I did go to a Swedish-themed place at one point in NYC (my local spirit guide said it was quite good). Had a nice "woah, I'm really here" moment eating their salmon roll in the park next to City Hall.

Subway may be crap in absolute terms, but it's a hell of an improvement over the options in Estonia. Mind you, the concept seems to be catching on, minus the chain aspect - there's a sandwich place in Lõunakeskus that's survived for a couple of years, and Metro on the corner of Narva mnt and Raatuse is serving sandwiches now.

Pierce Bacchus said...

Subway may be crap in absolute terms, but it's a hell of an improvement over the options in Estonia.

Not arguing that point as it's not hard to improve on what is available locally.
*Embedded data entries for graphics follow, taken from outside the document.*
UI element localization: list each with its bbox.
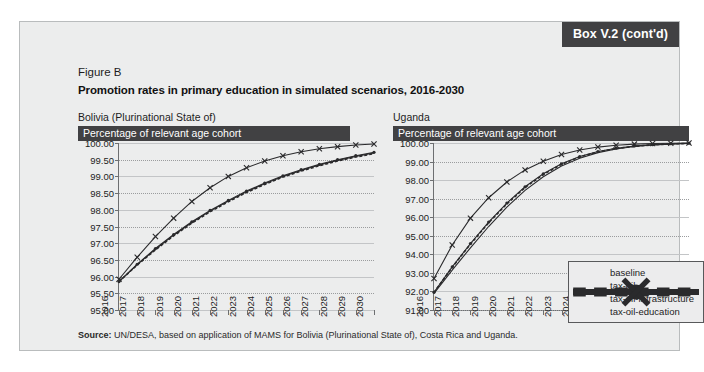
data-point-marker [244,165,249,170]
chart-panel-uganda: Uganda Percentage of relevant age cohort… [393,110,689,331]
data-point-marker [504,179,509,184]
x-axis-tick-label: 2016 [414,296,425,317]
data-point-marker [171,216,176,221]
plot-area-bolivia: 100.0099.5099.0098.5098.0097.5097.0096.5… [118,143,374,311]
figure-title: Promotion rates in primary education in … [78,84,464,96]
y-axis-tick-label: 98.50 [90,188,114,199]
data-point-marker [227,199,230,202]
data-point-marker [336,158,339,161]
data-point-marker [136,263,139,266]
data-point-marker [172,233,175,236]
series-line-tax-oil [119,153,374,282]
data-point-marker [226,174,231,179]
data-point-marker [372,151,375,154]
y-axis-tick-label: 96.50 [90,254,114,265]
chart-unit-label-uganda: Percentage of relevant age cohort [393,126,689,141]
y-axis-tick-label: 93.00 [405,267,429,278]
y-axis-tick-label: 97.00 [90,238,114,249]
data-point-marker [451,265,454,268]
data-point-marker [154,247,157,250]
series-line-tax-oil-infrastructure [119,152,374,281]
data-point-marker [318,163,321,166]
chart-unit-label-bolivia: Percentage of relevant age cohort [78,126,350,141]
chart-panel-bolivia: Bolivia (Plurinational State of) Percent… [78,110,374,331]
data-point-marker [190,220,193,223]
chart-legend: baselinetax-oiltax-oil-infrastructuretax… [568,261,704,323]
y-axis-tick-label: 99.00 [90,171,114,182]
x-axis-tick-label: 2016 [99,296,110,317]
series-line-tax-oil-education [119,144,374,279]
data-point-marker [207,185,212,190]
y-axis-tick-label: 97.00 [405,193,429,204]
data-point-marker [153,234,158,239]
y-axis-tick-label: 96.00 [405,212,429,223]
y-axis-tick-label: 99.50 [90,154,114,165]
source-text: UN/DESA, based on application of MAMS fo… [112,330,518,340]
y-axis-tick-label: 100.00 [85,138,114,149]
series-line-baseline [119,154,374,282]
figure-label: Figure B [78,66,121,78]
data-point-marker [281,174,284,177]
chart-title-bolivia: Bolivia (Plurinational State of) [78,110,374,124]
data-point-marker [560,162,563,165]
box-container: Box V.2 (cont'd) Figure B Promotion rate… [19,21,680,351]
legend-symbol-solid-icon [574,306,606,317]
data-point-marker [542,172,545,175]
data-point-marker [486,195,491,200]
y-axis-tick-label: 99.00 [405,156,429,167]
y-axis-tick-label: 94.00 [405,249,429,260]
x-tick-mark [374,310,375,315]
data-point-marker [300,168,303,171]
data-point-marker [354,154,357,157]
data-point-marker [135,255,140,260]
source-prefix: Source: [78,330,112,340]
series-layer [119,143,374,310]
y-axis-tick-label: 98.00 [405,175,429,186]
data-point-marker [505,202,508,205]
y-axis-tick-label: 97.50 [90,221,114,232]
y-axis-tick-label: 98.00 [90,204,114,215]
legend-item-tax-oil-education[interactable]: tax-oil-education [574,305,698,318]
data-point-marker [469,242,472,245]
data-point-marker [431,276,436,281]
data-point-marker [522,167,527,172]
data-point-marker [487,220,490,223]
data-point-marker [189,199,194,204]
chart-title-uganda: Uganda [393,110,689,124]
plot-area-uganda: baselinetax-oiltax-oil-infrastructuretax… [433,143,689,311]
data-point-marker [245,190,248,193]
y-axis-tick-label: 95.00 [405,230,429,241]
data-point-marker [208,209,211,212]
data-point-marker [523,185,526,188]
y-axis-tick-label: 100.00 [400,138,429,149]
data-point-marker [432,291,435,294]
data-point-marker [450,242,455,247]
data-point-marker [596,150,599,153]
data-point-marker [541,159,546,164]
box-tag: Box V.2 (cont'd) [562,22,679,47]
y-axis-tick-label: 96.00 [90,271,114,282]
data-point-marker [468,216,473,221]
source-note: Source: UN/DESA, based on application of… [78,330,518,340]
data-point-marker [578,155,581,158]
data-point-marker [263,181,266,184]
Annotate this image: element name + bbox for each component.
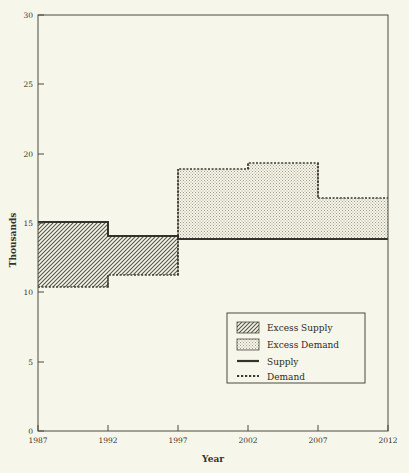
y-tick-label: 15	[23, 219, 33, 228]
y-tick-label: 0	[28, 427, 33, 436]
y-tick-label: 20	[23, 150, 33, 159]
legend-swatch-excess-demand	[237, 339, 259, 350]
x-axis-title: Year	[201, 454, 224, 464]
x-tick-label: 2012	[378, 436, 397, 445]
x-tick-label: 1987	[28, 436, 47, 445]
legend-label-demand: Demand	[267, 372, 305, 382]
legend-label-supply: Supply	[267, 357, 299, 367]
y-tick-label: 10	[23, 288, 33, 297]
legend-label-excess-demand: Excess Demand	[267, 340, 339, 350]
chart-container: 0 5 10 15 20 25 30 1987 1992 1997 2002 2…	[0, 0, 409, 473]
chart-svg: 0 5 10 15 20 25 30 1987 1992 1997 2002 2…	[0, 0, 409, 473]
legend-swatch-excess-supply	[237, 322, 259, 333]
y-tick-label: 25	[23, 80, 33, 89]
y-tick-label: 30	[23, 11, 33, 20]
x-tick-label: 2007	[308, 436, 327, 445]
x-tick-label: 1997	[168, 436, 187, 445]
x-tick-label: 2002	[238, 436, 257, 445]
legend: Excess Supply Excess Demand Supply Deman…	[227, 313, 365, 383]
legend-label-excess-supply: Excess Supply	[267, 323, 333, 333]
x-tick-label: 1992	[98, 436, 117, 445]
y-axis-title: Thousands	[8, 213, 18, 268]
y-tick-label: 5	[28, 358, 33, 367]
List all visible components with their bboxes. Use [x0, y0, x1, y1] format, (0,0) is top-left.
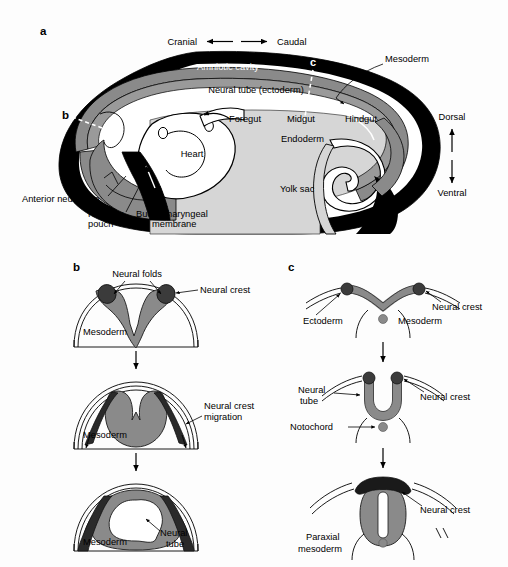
caudal-label: Caudal — [277, 37, 306, 47]
b1-neural-crest-label: Neural crest — [200, 285, 251, 295]
c1-neural-crest-label: Neural crest — [432, 302, 483, 312]
ventral-label: Ventral — [438, 188, 467, 198]
c3-neural-tube-lumen — [378, 492, 388, 538]
b1-neural-folds-label: Neural folds — [112, 269, 162, 279]
panel-a-letter: a — [40, 25, 47, 37]
c1-notochord-dot — [379, 315, 388, 324]
section-b-letter: b — [62, 109, 69, 121]
embryo-development-figure: a Cranial Caudal — [0, 0, 508, 567]
b3-mesoderm-label: Mesoderm — [83, 537, 127, 547]
b3-neural-tube-lumen — [109, 500, 162, 543]
anterior-neuropore-label: Anterior neuropore — [22, 194, 100, 204]
c2-neural-crest-label: Neural crest — [420, 392, 471, 402]
c3-neural-crest-label: Neural crest — [420, 505, 471, 515]
yolk-sac-label: Yolk sac — [280, 184, 315, 194]
b2-mesoderm-label: Mesoderm — [83, 430, 127, 440]
c1-ectoderm-label: Ectoderm — [303, 316, 343, 326]
c2-neural-tube-label-1: Neural — [298, 385, 325, 395]
dorsal-label: Dorsal — [439, 112, 466, 122]
rathkes-pouch-label-2: pouch — [88, 219, 113, 229]
c1-mesoderm-label: Mesoderm — [398, 316, 442, 326]
cranial-label: Cranial — [168, 37, 197, 47]
midgut-label: Midgut — [287, 114, 315, 124]
c3-paraxial-label-1: Paraxial — [306, 532, 340, 542]
b3-neural-tube-label-2: tube — [166, 539, 184, 549]
b1-mesoderm-label: Mesoderm — [83, 327, 127, 337]
panel-b-letter: b — [73, 261, 80, 273]
b2-neural-crest-label-1: Neural crest — [204, 401, 255, 411]
c2-neural-crest-right — [391, 372, 403, 384]
section-c-letter: c — [310, 56, 316, 68]
foregut-label: Foregut — [229, 114, 261, 124]
c3-paraxial-label-2: mesoderm — [298, 544, 342, 554]
c2-neural-crest-left — [363, 372, 375, 384]
b2-neural-crest-label-2: migration — [204, 412, 242, 422]
rathkes-pouch-label-1: Rathke's — [88, 209, 124, 219]
heart-label: Heart — [181, 149, 204, 159]
b3-neural-tube-label-1: Neural — [160, 528, 187, 538]
c2-notochord-dot — [379, 423, 388, 432]
heart-chamber-left — [158, 127, 167, 138]
c2-notochord-label: Notochord — [290, 422, 333, 432]
c1-neural-crest-left — [341, 283, 353, 295]
neural-tube-label: Neural tube (ectoderm) — [208, 85, 304, 95]
endoderm-label: Endoderm — [281, 134, 324, 144]
mesoderm-label-a: Mesoderm — [385, 54, 429, 64]
c3-notochord-dot — [379, 539, 387, 547]
buccopharyngeal-label-2: membrane — [152, 219, 196, 229]
panel-c-letter: c — [288, 261, 295, 273]
figure-canvas: a Cranial Caudal — [0, 0, 508, 567]
hindgut-label: Hindgut — [345, 114, 377, 124]
c2-neural-tube-label-2: tube — [300, 396, 318, 406]
buccopharyngeal-label-1: Buccopharyngeal — [136, 209, 208, 219]
c1-neural-crest-right — [413, 283, 425, 295]
amniotic-cavity-label: Amniotic cavity — [197, 62, 259, 72]
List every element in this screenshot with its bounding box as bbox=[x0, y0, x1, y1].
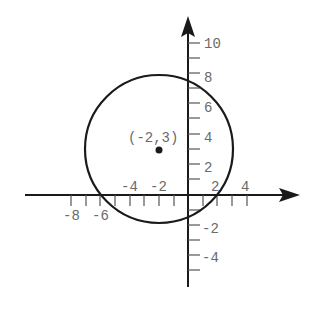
x-label-4: 4 bbox=[241, 179, 249, 195]
y-axis-ticks bbox=[188, 43, 200, 270]
y-label-neg2: -2 bbox=[202, 221, 219, 237]
x-label-neg8: -8 bbox=[63, 208, 80, 224]
x-label-neg6: -6 bbox=[92, 208, 109, 224]
y-label-10: 10 bbox=[204, 36, 221, 52]
y-label-8: 8 bbox=[204, 70, 212, 86]
y-label-neg4: -4 bbox=[202, 250, 219, 266]
y-label-2: 2 bbox=[204, 160, 212, 176]
center-label: (-2,3) bbox=[128, 130, 178, 146]
y-label-4: 4 bbox=[204, 130, 212, 146]
x-label-neg4: -4 bbox=[121, 179, 138, 195]
x-label-neg2: -2 bbox=[150, 179, 167, 195]
x-axis-ticks bbox=[71, 195, 247, 206]
center-point bbox=[156, 147, 163, 154]
coordinate-plane: (-2,3) -8 -6 -4 -2 2 4 10 8 6 4 2 -2 -4 bbox=[0, 0, 312, 314]
y-label-6: 6 bbox=[204, 100, 212, 116]
x-label-2: 2 bbox=[211, 179, 219, 195]
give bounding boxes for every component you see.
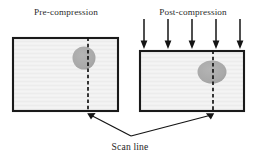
- load-arrow-1: [141, 19, 148, 49]
- post-compression-inclusion: [198, 61, 227, 84]
- scan-line-caption: Scan line: [112, 141, 149, 152]
- load-arrow-2: [165, 19, 172, 49]
- load-arrow-5: [237, 19, 244, 49]
- figure-canvas: Pre-compression Post-compression: [0, 0, 256, 159]
- scan-line-callout: Scan line: [87, 113, 214, 152]
- panel-post-compression: Post-compression: [140, 7, 244, 112]
- post-compression-specimen-block: [140, 51, 244, 111]
- pre-compression-specimen-block: [13, 38, 118, 111]
- scan-line-leader-left: [87, 113, 131, 136]
- panel-pre-compression: Pre-compression: [13, 7, 118, 112]
- load-arrow-4: [213, 19, 220, 49]
- scan-line-leader-right: [131, 113, 214, 136]
- compression-scanline-diagram: Pre-compression Post-compression: [0, 0, 256, 159]
- post-compression-title: Post-compression: [159, 7, 227, 17]
- load-arrow-3: [189, 19, 196, 49]
- pre-compression-inclusion: [73, 47, 96, 70]
- pre-compression-title: Pre-compression: [34, 7, 98, 17]
- load-arrow-group: [141, 19, 244, 49]
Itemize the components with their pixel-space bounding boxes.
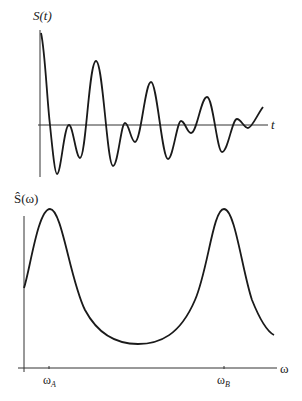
bottom-x-label: ω [280,361,289,376]
figure: S(t) t Ŝ(ω) ω ωA ωB [0,0,302,401]
top-x-label: t [271,117,275,132]
omega-a-label: ωA [43,373,56,389]
omega-b-label: ωB [217,373,230,389]
time-signal-plot: S(t) t [33,8,275,177]
spectrum-plot: Ŝ(ω) ω ωA ωB [14,191,289,389]
bottom-y-label: Ŝ(ω) [14,191,38,206]
top-y-label: S(t) [33,8,52,23]
spectrum-curve [24,209,274,344]
time-signal-curve [41,33,263,174]
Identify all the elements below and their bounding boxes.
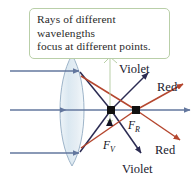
- focal-point-red-marker: [132, 106, 140, 114]
- callout-line-2: focus at different points.: [37, 40, 163, 54]
- focal-red-letter: F: [128, 119, 135, 131]
- focal-violet-letter: F: [103, 139, 110, 151]
- label-red-bottom: Red: [155, 144, 175, 157]
- callout-box: Rays of different wavelengths focus at d…: [29, 8, 170, 59]
- chromatic-aberration-figure: Rays of different wavelengths focus at d…: [0, 0, 195, 186]
- label-violet-bottom: Violet: [122, 163, 153, 176]
- label-violet-top: Violet: [119, 63, 150, 76]
- label-focal-violet: FV: [103, 140, 115, 154]
- focal-red-subscript: R: [135, 125, 140, 134]
- label-focal-red: FR: [128, 120, 140, 134]
- violet-ray-upper-diverging: [111, 73, 148, 110]
- focal-violet-subscript: V: [110, 145, 115, 154]
- focal-point-violet-marker: [107, 106, 115, 114]
- callout-leader-group: [104, 47, 117, 126]
- red-ray-lower-diverging: [136, 110, 180, 140]
- callout-line-1: Rays of different wavelengths: [37, 13, 163, 40]
- label-red-top: Red: [157, 81, 177, 94]
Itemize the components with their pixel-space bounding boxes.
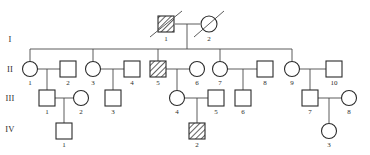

Though I'm a DIY guy and that includes food, so I'd find a way to make my own top tier sandwich.

Colm said...

One of my favourite bookshops was the Waterstones in Amsterdam because they had a big Linguistics section. Most times in a bookshop the only language books they have are for learning languages and usually that means those annoying Berlitz or TeachYourself series.

I love second hand bookshops and I find half the fun is in rooting around. Amazon is great in that you can find almost anything but it's so much more fun to be able to hold a book in your hand before you buy it.

Sadly the lack of lingusitics books in Irish book shops mostly forces me to go on Amazon.